United States or China ? Vote for the TOP Country of the Week !


At last, Joe's job was done, and the ringing and roaring stopped. As Joe got on his coat, he mustered courage to propose that some of us should go down with the soldiers and see what came of the hunt. Mr. Pumblechook and Mr. Hubble declined, on the plea of a pipe and ladies' society; but Mr. Wopsle said he would go, if Joe would. Joe said he was agreeable, and would take me, if Mrs. Joe approved.

On the way home, if I had been in a humor for talking, the talk must have been all on my side, for Mr. Wopsle parted from us at the door of the Jolly Bargemen, and Joe went all the way home with his mouth wide open, to rinse the rum out with as much air as possible. But I was in a manner stupefied by this turning up of my old misdeed and old acquaintance, and could think of nothing else.

This was always followed by Collins's Ode on the Passions, wherein I particularly venerated Mr. Wopsle as Revenge throwing his blood-stained sword in thunder down, and taking the War-denouncing trumpet with a withering look.

"Three Rums!" cried the stranger, calling to the landlord. "Glasses round!" "This other gentleman," observed Joe, by way of introducing Mr. Wopsle, "is a gentleman that you would like to hear give it out. Our clerk at church." "Aha!" said the stranger, quickly, and cocking his eye at me. "The lonely church, right out on the marshes, with graves round it!" "That's it," said Joe.

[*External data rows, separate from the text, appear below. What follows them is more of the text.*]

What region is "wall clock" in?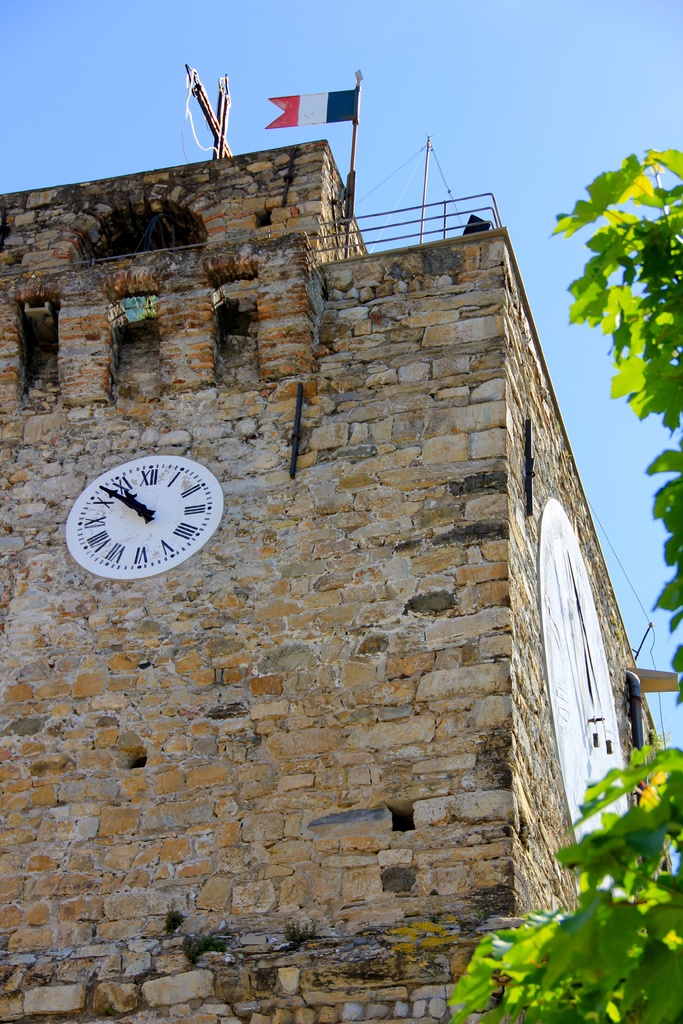
[left=74, top=462, right=211, bottom=584].
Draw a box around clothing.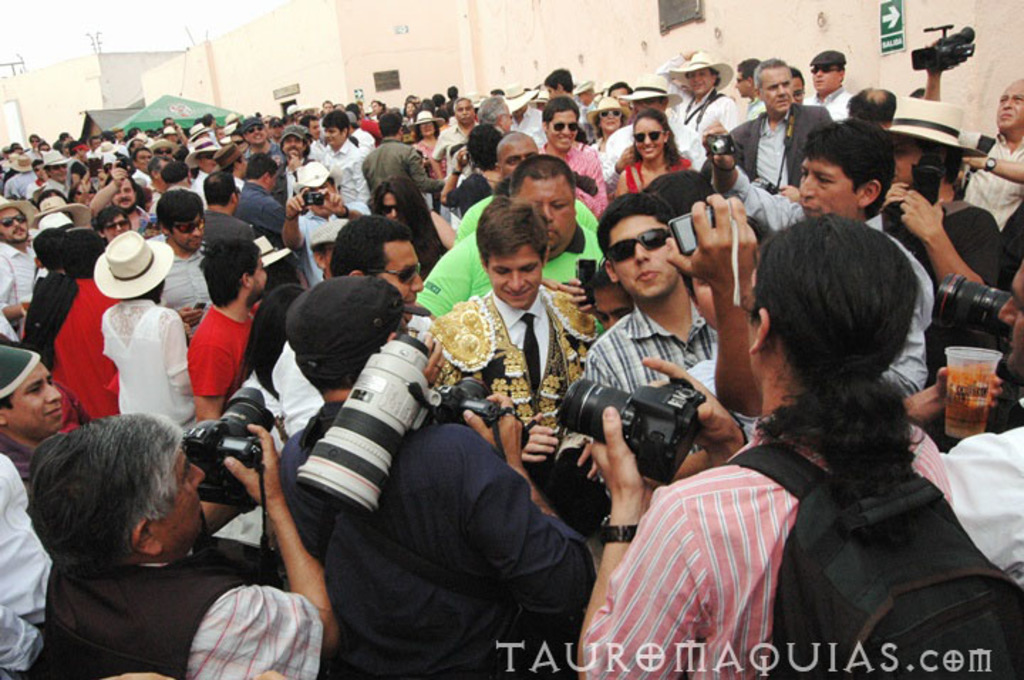
x1=127 y1=193 x2=168 y2=242.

Wopsle finished off with a most terrifically snarling passage from Richard the Third, and seemed to think he had done quite enough to account for it when he added, " as the poet says." And here I may remark that when Mr. Wopsle referred to me, he considered it a necessary part of such reference to rumple my hair and poke it into my eyes.

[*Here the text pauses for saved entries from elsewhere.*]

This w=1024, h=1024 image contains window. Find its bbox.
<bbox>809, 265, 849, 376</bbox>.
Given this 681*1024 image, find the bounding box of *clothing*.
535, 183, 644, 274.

Do you know, or do you not know, that the law of England supposes every man to be innocent, until he is proved-proved to be guilty?" "Sir," Mr. Wopsle began to reply, "as an Englishman myself, I " "Come!" said the stranger, biting his forefinger at him. "Don't evade the question. Either you know it, or you don't know it. Which is it to be?"

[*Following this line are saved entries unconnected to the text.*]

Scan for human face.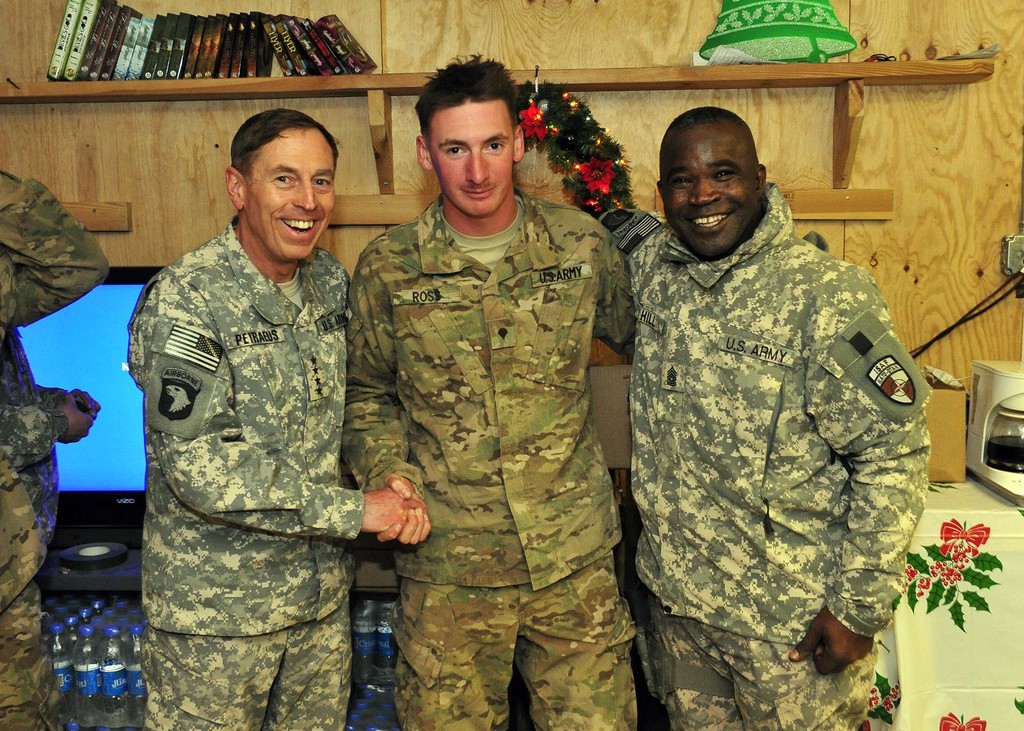
Scan result: [665,134,765,259].
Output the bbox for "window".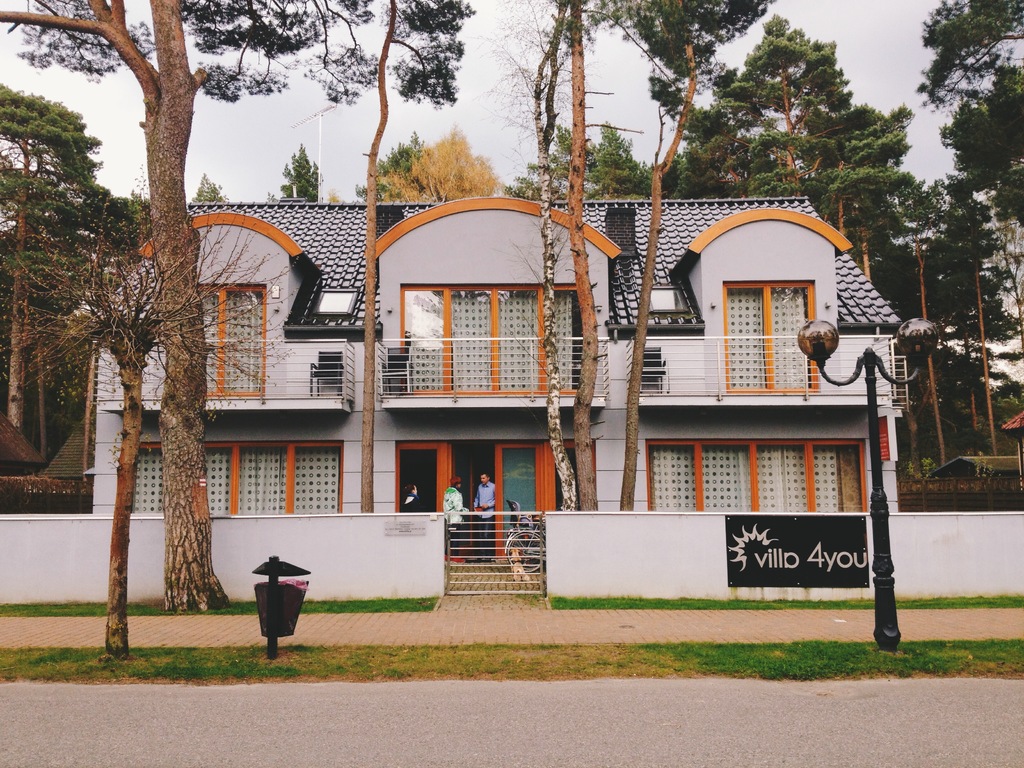
(left=195, top=286, right=265, bottom=392).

Now and then, the sound of the signal cannon broke upon us again, and again rolled sulkily along the course of the river. I kept myself to myself and my thoughts. Mr. Wopsle died amiably at Camberwell, and exceedingly game on Bosworth Field, and in the greatest agonies at Glastonbury. Orlick sometimes growled, "Beat it out, beat it out, Old Clem! With a clink for the stout, Old Clem!"